The Derrick Bell Lecture on Race in American Society celebrates 25 years

Collage of Derrick Bell over the years

On November 12, NYU Law celebrated 25 years of the annual Derrick Bell Lecture on Race in American Society. The lecture, which honors the life and legacy of the late civil rights lawyer and NYU Law professor Derrick Bell, brings a preeminent scholar or activist to the Law School community to discuss the future of racial justice in the United States.

This year’s lecture was given by Jasmine Gonzales Rose, professor of law at Boston University School of Law and associate director for policy at the Boston University Center for Antiracist Research. Co-hosted by NYU Law’s Center on Race, Inequality, and the Law (CRIL) and the Office of Development and Alumni Relations, the lecture included musical tributes and a performance by the First Presbyterian Church of Brooklyn Choir. To coincide with the anniversary, the New Press has published a collection of the previous Bell Lectures.

“[Bell’s] impact on our law school and on the law and society more broadly, really cannot be overstated,” said Dean Trevor Morrison in his opening remarks, noting that Bell taught at the Law School for 20 years until his passing in 2011. “His leadership as a scholar, as a teacher, as an activist, helped foster critical dialogue on the progress, or lack of progress, of racial reform in the United States and on how to move forward on vital issues of racial justice.”

The Derrick Bell Lecture began in 1995 to celebrate Bell’s 65th birthday and continue his legacy of pursuing racial justice through scholarship and direct action. Throughout his career, Bell was a tireless advocate for civil rights, and his writing and scholarship is foundational to critical race theory, which examines the way that racism is coded into legal doctrine and institutions. Past presenters of the lecture have included Sherrilyn Iffil ’87, president and director-counsel of the NAACP Legal Defense and Educational Fund; Michelle Alexander, author of The New Jim Crow: Mass Incarceration in the Age of Colorblindness; and Bell himself. Carving Out a Humanity: Race, Rights, and Redemption, the newly published collection of Bell Lectures, examines the backlash against affirmative action and ways that US cities and schools perpetuate segregation, among other topics; it was co-edited by Bell’s widow, Janet Dewart Bell, and CRIL executive director Vincent Southerland.

In her opening remarks at this year’s lecture, Dewart Bell noted how much her late husband loved to teach, saying that a lecture in his honor at the school where he taught was a particularly apt way of remembering him. “It was always students first,” Dewart Bell said. “For him, there was no higher calling than teacher.”

Gonzales Rose began her lecture by noting Bell’s belief that racism was a major structure in American legal doctrine that could not be overcome by small reforms. With this in mind, she said, we need to evaluate the legal apparatus that must be reformed in order to create larger structural change. In particular, Gonzales Rose pointed to the need to eliminate racism in how evidence is used in legal proceedings.

Tracing the history of evidence, Gonzales Rose noted that for much of American history, race-based witness competency laws prevented Black and brown people from testifying against white people, while allowing white people to testify against all racial groups. “Evidence law no longer overtly grants or diminishes testimonial competence on the basis of race,” she said. “However, this continues to occur in subtle colorblind ways.”

She cited recent police killings of Black and brown people as an example of how race can influence how evidence is weighed: “In cases of police violence, whether deadly force was reasonable comes down to whether or not the victim was threatening,” she said. “Often…there was really no indication that the victim was violent or aggressive in any way, except for racist perceptions of…blackness.”

Gonzales Rose also noted that courts sometimes treat flight from the police as an inherent sign of guilt. Yet many Black and brown people have seen violence resulting from a police presence, and so they may run from police to avoid physical harm, she said. The first step in reform, she said, is recognition that race is a factor in evidence law, which underscores the importance of studying critical race theory.

“Derrick Bell gave us the gift of critical race theory,” said Gonzales Rose. “Dr. Janet Dewart Bell gave us this lecture series, and this is a gift…. We are connected through the work of Derrick Bell and through the work that he inspired. We are not alone. We are together in the struggle for racial equity and for justice, and we can all contribute in our ways.”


GOAL OF THE EXERCISE — Pictures stay out of the copy. Transcribe exactly the lines from the line with "Describe the element" through the final line of the records.

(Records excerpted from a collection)

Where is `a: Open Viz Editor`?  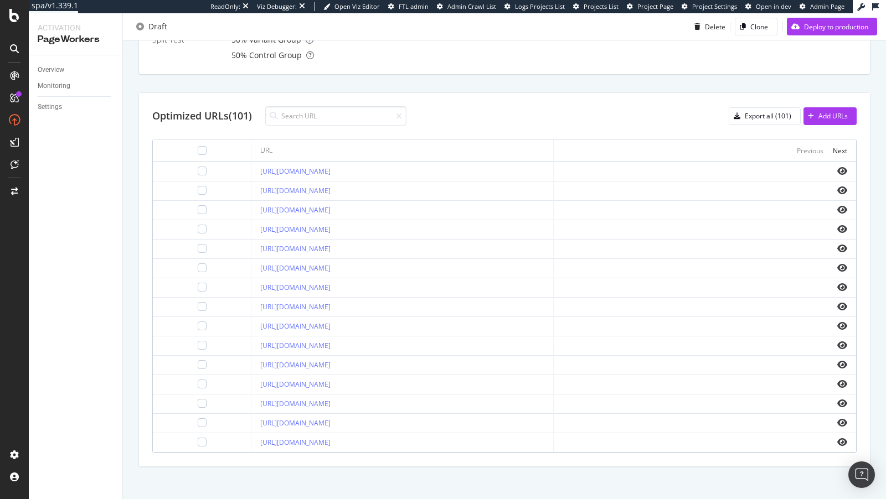 a: Open Viz Editor is located at coordinates (352, 7).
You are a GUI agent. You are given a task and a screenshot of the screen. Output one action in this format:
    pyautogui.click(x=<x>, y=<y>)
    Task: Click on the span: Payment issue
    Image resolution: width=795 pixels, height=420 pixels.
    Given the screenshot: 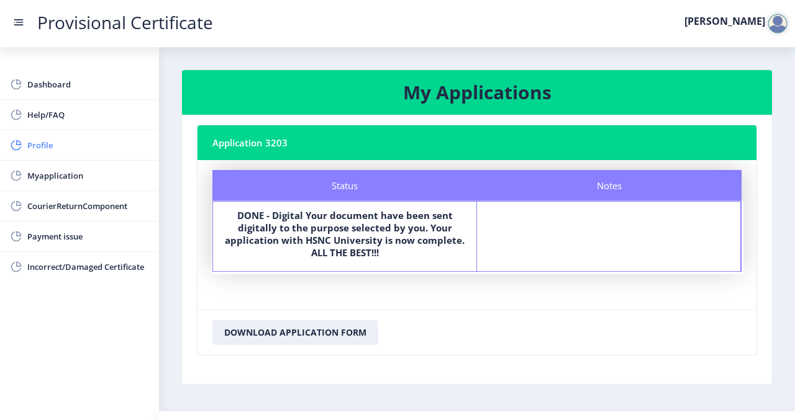 What is the action you would take?
    pyautogui.click(x=88, y=237)
    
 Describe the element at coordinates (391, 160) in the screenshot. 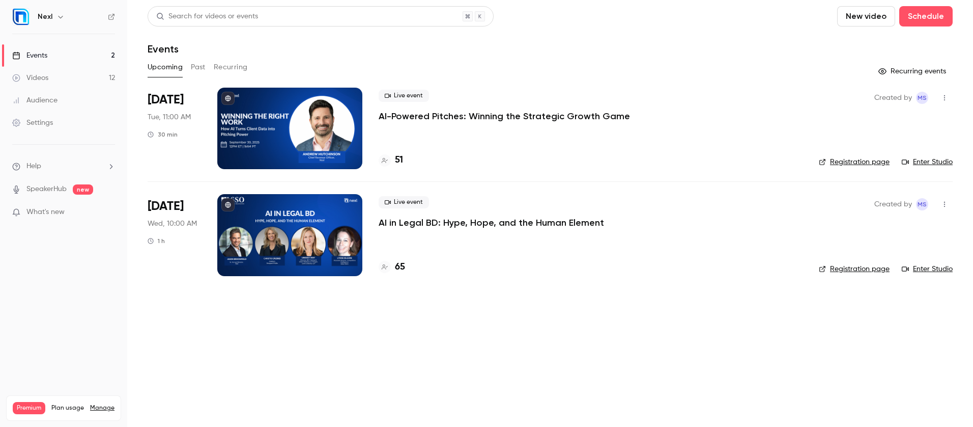

I see `a: 51` at that location.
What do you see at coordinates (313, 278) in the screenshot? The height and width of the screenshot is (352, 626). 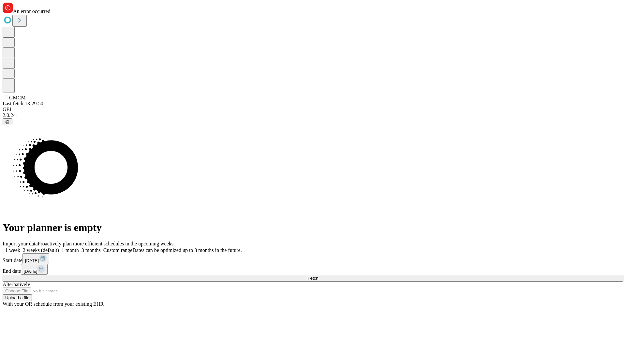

RESPONSE BOX —
 Describe the element at coordinates (391, 160) in the screenshot. 

I see `a: 51` at that location.
What do you see at coordinates (313, 278) in the screenshot? The height and width of the screenshot is (352, 626). 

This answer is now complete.